Posted on 03/28/2003 in News | Permalink | TrackBack (0)
Fortune has an article that Generation X (those age 25-35, approximately) has experienced the worst career reversal seen since the Great Depression. I'd argue the game isn't over yet, but it's true that I'm stunned how many of my friends have been laid off at least once, over the past few years -- and many of them graduated from Ivy League (or better, heh) colleges. It's tough to see this happen to the people who most bought into the promise of education -- work hard, go to a good college, have a great career. My hope remains, however, that this game isn't over yet. Those who were positioned best before the current recession (depression?) will be ready to take advantage of the bounce back -- if our student loans don't crush us first.
" Now that the thrill ride is over, Gen X's plight seems particularly bruising. No generation since the Depression has been set up for failure like this. Everything the dot-com boom delivered has been taken away--and then some. Real wages are falling, wealth continues to shift from younger to older, and education costs are surging."
Thomas Friedman of The New York Times, manages, as usual, to sum up the intuition of many intelligent Americans: Why is Bush so determined to attack Iraq, and why now? His article, which is heavily influenced by the thinking he developed in his book The Lexus and the Olive Tree, is that as a nation we should be figuring out how to unravel and reverse the conditions that are creating "undeterrable" menaces like those of 9/11.
"...only by helping the Arabs gradually change their context — a context now dominated by anti-democratic regimes and anti-modernist religious leaders and educators — are we going to break the engine that is producing one generation after another of undeterrables.
Posted on 09/19/2002 in News | Permalink | Comments (4) | TrackBack (0)
Slashdot has an extended interview with Alton Brown, host of Good Eats on the Food Network.
Alton: No matter how much creativity goes into it, cooking is an art -- or perhaps I should say a craft. It abides by absolute rules, physics, chemistry, etc. and that means that unless you understand the science you cannot reach the art. We're not talking about painting here -- cooking's more like engineering. I happen to think that there is great beauty in great engineering (the wing of a Boeing 777, a suspension bridge) but they are not works of art, they are works of science. To my mind art is a matter of personal expression and the exchange of ideas; food is in the end, fuel -- a means to an end.
Posted on 09/12/2002 in News | Permalink | TrackBack (0)
News.Com is reporting that a draft bill being introduced in Congress would authorize copyright holders to disable consumer's PCs being used for illicit file trading. Not only that, but it would immunize them from any state or federal laws and most civil liability for damages. Sounds like it's time to finally join the EFF.
"The legislation would immunize groups such as the Motion Picture Association of America and the Recording Industry Association of America from all state and federal laws if they disable, block or otherwise impair a 'publicly accessible peer-to-peer network'"
Posted on 07/24/2002 in News | Permalink | TrackBack (0)
The New York Times has a great requiem for Jimmie Lee Robinson, a Chicago-native blues guitarist/vocalist who fought the gentrification of the neighborhood near U. Chicago where he learned his trade. "A Chicago Bluesman, Reaching Crossroads, Gives Up His Fights."
Watching NYU community gobble up the immigrant neighborhoods of the East Village... replacing genuine ethnic restaurants with the Taco Bells and KFC's that suburban students prefer... it's not hard to understand that Robinson had reasons to fight for a neighborhood that others simply saw as delapidated.
Posted on 07/15/2002 in News | Permalink | TrackBack (0)
If cutting himself shaving hadn't decided it, Marty was now definitely realizing that it was probably going to be a bad day, on the balance.
Okay, the photographer wasn't gored or anything... he probably had the camera on a boom with a remote shutter release, so he may not have even been on the street level. Still, nice photo.
Okay, can everyone stop quoting spokesmen when they declare that some massive failure was the result of a "perfect storm" of some condition they were supposed to have under control?
The latest to float this claim was NYSE chairman Richard Grasso, who called the Worldcom scandal "the perfect storm of failure." Ummm.. no. This was not the convergence of three minor failures. This was a huge case of accounting fraud. And it wasn't a once-per-hundred-year kind of thing, either, quite obviously.
Before this, we've had the perfect forest fire (can't find the citation, but it's been used to refer to several), the perfect meteor storm, and even a "perfect little ice storm", just to name a few.
Time for a perfect little thesaurus, perhaps.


Skip the images and repeat every entry word for word.

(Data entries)

•••••

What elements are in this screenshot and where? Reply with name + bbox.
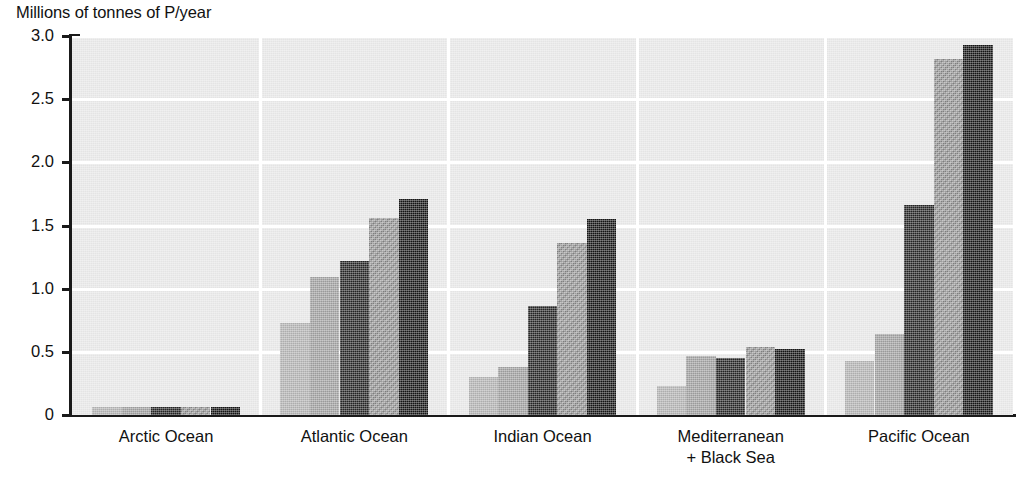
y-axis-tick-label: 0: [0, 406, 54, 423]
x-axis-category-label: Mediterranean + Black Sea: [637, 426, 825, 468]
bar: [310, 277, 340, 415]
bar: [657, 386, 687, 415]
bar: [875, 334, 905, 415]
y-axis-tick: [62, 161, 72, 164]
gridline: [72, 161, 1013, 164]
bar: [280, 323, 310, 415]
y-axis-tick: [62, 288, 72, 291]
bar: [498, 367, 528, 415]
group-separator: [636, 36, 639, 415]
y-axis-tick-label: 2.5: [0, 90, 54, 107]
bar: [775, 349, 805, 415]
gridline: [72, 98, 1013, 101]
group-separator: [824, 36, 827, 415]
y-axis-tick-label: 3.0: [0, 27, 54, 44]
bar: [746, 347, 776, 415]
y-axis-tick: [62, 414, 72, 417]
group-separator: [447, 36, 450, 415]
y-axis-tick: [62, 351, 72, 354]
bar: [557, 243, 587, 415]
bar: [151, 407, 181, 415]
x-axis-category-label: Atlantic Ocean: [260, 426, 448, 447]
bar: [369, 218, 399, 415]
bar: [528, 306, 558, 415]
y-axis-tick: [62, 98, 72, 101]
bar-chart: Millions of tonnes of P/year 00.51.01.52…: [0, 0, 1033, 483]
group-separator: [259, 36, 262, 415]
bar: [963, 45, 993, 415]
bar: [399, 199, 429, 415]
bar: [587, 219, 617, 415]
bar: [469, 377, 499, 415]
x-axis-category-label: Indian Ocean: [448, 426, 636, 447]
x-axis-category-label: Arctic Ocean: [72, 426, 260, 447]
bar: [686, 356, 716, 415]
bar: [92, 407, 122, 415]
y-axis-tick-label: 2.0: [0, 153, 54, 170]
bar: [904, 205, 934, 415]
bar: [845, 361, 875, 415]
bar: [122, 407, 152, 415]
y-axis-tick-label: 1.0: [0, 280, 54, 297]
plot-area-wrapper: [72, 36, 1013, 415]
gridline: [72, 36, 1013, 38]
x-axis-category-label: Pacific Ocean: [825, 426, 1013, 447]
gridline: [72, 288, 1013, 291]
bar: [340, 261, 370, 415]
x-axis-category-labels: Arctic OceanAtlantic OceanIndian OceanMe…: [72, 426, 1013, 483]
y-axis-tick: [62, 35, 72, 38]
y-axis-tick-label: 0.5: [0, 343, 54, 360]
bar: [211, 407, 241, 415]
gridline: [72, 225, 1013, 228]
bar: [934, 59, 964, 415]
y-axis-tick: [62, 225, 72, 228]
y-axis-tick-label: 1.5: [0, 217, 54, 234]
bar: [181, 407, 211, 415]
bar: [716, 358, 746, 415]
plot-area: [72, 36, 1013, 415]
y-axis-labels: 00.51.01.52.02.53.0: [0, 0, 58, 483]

•••••

◆ **Solved exercise**
What elements are in this screenshot and where? Reply with name + bbox.
y-axis-tick-label: 0: [0, 406, 54, 423]
x-axis-category-label: Mediterranean + Black Sea: [637, 426, 825, 468]
bar: [310, 277, 340, 415]
bar: [657, 386, 687, 415]
bar: [875, 334, 905, 415]
y-axis-tick: [62, 161, 72, 164]
gridline: [72, 161, 1013, 164]
bar: [280, 323, 310, 415]
y-axis-tick: [62, 288, 72, 291]
bar: [498, 367, 528, 415]
group-separator: [636, 36, 639, 415]
y-axis-tick-label: 2.5: [0, 90, 54, 107]
bar: [775, 349, 805, 415]
gridline: [72, 98, 1013, 101]
group-separator: [824, 36, 827, 415]
y-axis-tick-label: 3.0: [0, 27, 54, 44]
bar: [746, 347, 776, 415]
y-axis-tick: [62, 414, 72, 417]
group-separator: [447, 36, 450, 415]
y-axis-tick: [62, 351, 72, 354]
bar: [557, 243, 587, 415]
bar: [151, 407, 181, 415]
x-axis-category-label: Atlantic Ocean: [260, 426, 448, 447]
bar: [369, 218, 399, 415]
bar: [528, 306, 558, 415]
y-axis-tick: [62, 98, 72, 101]
bar-chart: Millions of tonnes of P/year 00.51.01.52…: [0, 0, 1033, 483]
group-separator: [259, 36, 262, 415]
bar: [963, 45, 993, 415]
bar: [399, 199, 429, 415]
bar: [587, 219, 617, 415]
bar: [469, 377, 499, 415]
x-axis-category-label: Indian Ocean: [448, 426, 636, 447]
x-axis-category-label: Arctic Ocean: [72, 426, 260, 447]
bar: [686, 356, 716, 415]
bar: [92, 407, 122, 415]
y-axis-tick-label: 2.0: [0, 153, 54, 170]
bar: [904, 205, 934, 415]
bar: [845, 361, 875, 415]
bar: [122, 407, 152, 415]
y-axis-tick-label: 1.0: [0, 280, 54, 297]
plot-area-wrapper: [72, 36, 1013, 415]
gridline: [72, 36, 1013, 38]
x-axis-category-label: Pacific Ocean: [825, 426, 1013, 447]
gridline: [72, 288, 1013, 291]
bar: [340, 261, 370, 415]
x-axis-category-labels: Arctic OceanAtlantic OceanIndian OceanMe…: [72, 426, 1013, 483]
y-axis-tick: [62, 35, 72, 38]
y-axis-tick-label: 0.5: [0, 343, 54, 360]
bar: [211, 407, 241, 415]
gridline: [72, 225, 1013, 228]
bar: [934, 59, 964, 415]
y-axis-tick: [62, 225, 72, 228]
y-axis-tick-label: 1.5: [0, 217, 54, 234]
bar: [181, 407, 211, 415]
bar: [716, 358, 746, 415]
plot-area: [72, 36, 1013, 415]
y-axis-labels: 00.51.01.52.02.53.0: [0, 0, 58, 483]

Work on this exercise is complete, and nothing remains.